Functional programming is not only about purity, it's also about reusability and separation of concerns. It's difficult to write a big complex function, and even harder to test and maintain it. Following functional principles will help us avoid pain and discomfort.
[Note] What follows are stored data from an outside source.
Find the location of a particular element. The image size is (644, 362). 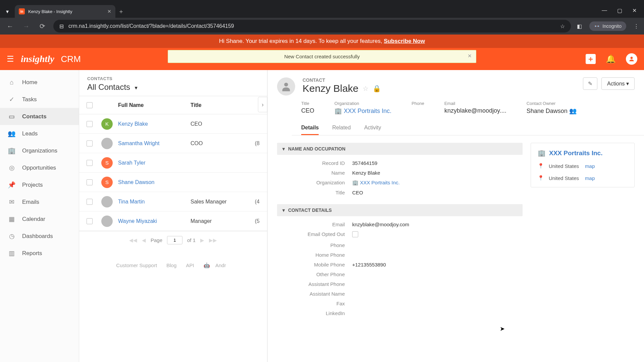

brand-sub: CRM is located at coordinates (71, 59).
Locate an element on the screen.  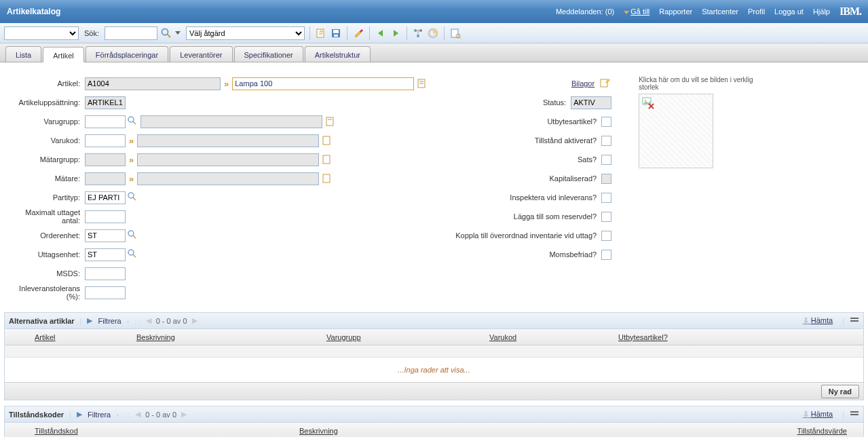
varugrupp-desc is located at coordinates (231, 122).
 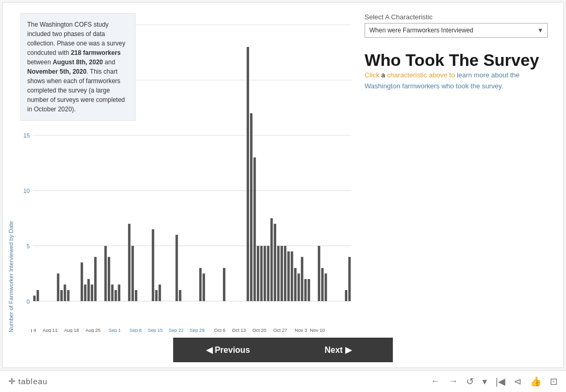 I want to click on nav-share-icon: ⊲, so click(x=518, y=382).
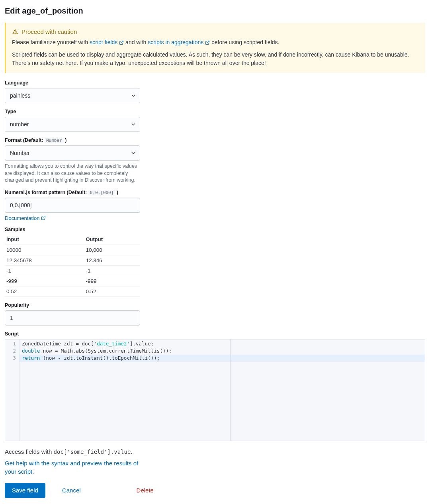 The image size is (430, 504). What do you see at coordinates (112, 281) in the screenshot?
I see `sample-output: -999` at bounding box center [112, 281].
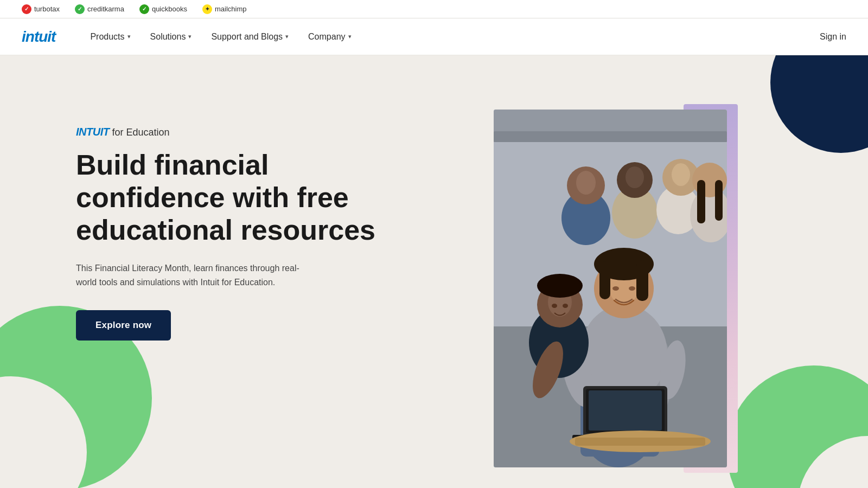 This screenshot has height=488, width=868. What do you see at coordinates (27, 9) in the screenshot?
I see `turbotax-icon: ✓` at bounding box center [27, 9].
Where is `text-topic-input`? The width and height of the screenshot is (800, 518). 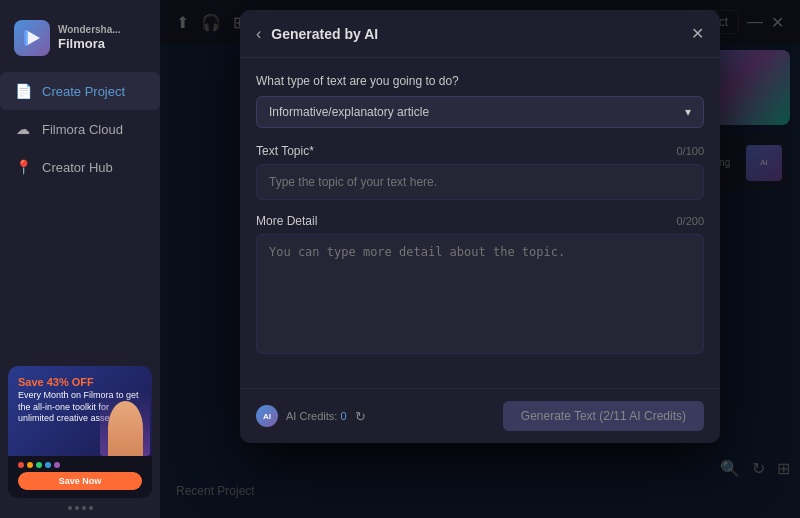 text-topic-input is located at coordinates (480, 182).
Let's start by isolating the behaviours we care about. We identify functions push
, update
, and pushKey
-
const identity = x =>
x
const push = (a = [], value) =>
a.concat([ value ])
const update = (o = {}, key = "", t = identity) =>
({ ...o, [key]: t(o[key]) })
const pushKey = (o = {}, key = "", value) =>
update(o, key, a => push(a, value))
This allows you to perform basic immutable transformations easily -
const d1 = { a: [1], b: [] }
const d2 = pushKey(d1, "a", 2)
const d3 = pushKey(d2, "b", 3)
const d4 = pushKey(d3, "c", 4)
console.log(d1) // { a: [1], b: [] }
console.log(d2) // { a: [1, 2], b: [] }
console.log(d3) // { a: [1, 2], b: [3] }
console.log(d4) // { a: [1, 2], b: [3], c: [4] }
Expand the snippet below to run the program in your own browser -
const identity = x =>
x
const push = (a = [], value) =>
a.concat([ value ])
const update = (o = {}, key = "", t = identity) =>
({ ...o, [key]: t(o[key]) })
const pushKey = (o = {}, key = "", value) =>
update(o, key, a => push(a, value))
const d1 = { a: [1], b: [] }
const d2 = pushKey(d1, "a", 2)
const d3 = pushKey(d2, "b", 3)
const d4 = pushKey(d3, "c", 4)
console.log(JSON.stringify(d1)) // { a: [1], b: [] }
console.log(JSON.stringify(d2)) // { a: [1, 2], b: [] }
console.log(JSON.stringify(d3)) // { a: [1, 2], b: [3] }
console.log(JSON.stringify(d4)) // { a: [1, 2], b: [3], c: [4] }
This allows you to separate your complex conditional logic into its own function -
const updateByCondition = (o = {}, conditions = [], ...) =>
{ if (...)
return pushKey(o, "foo", someValue)
else if (...)
return pushKey(o, "bar", someValue)
else
return pushKey(o, "default", someValue)
}
The advantages to this approach are numerous. push
, update
, and pushKey
are all very easy to write, test, and maintain, and they're easy to reuse in other parts of our program. Writing updateByCondition
was much easier because we had better basic building blocks. It's still difficult to test due to whatever complexity you are trying to encode, however it is much easier to maintain due to separation of concerns.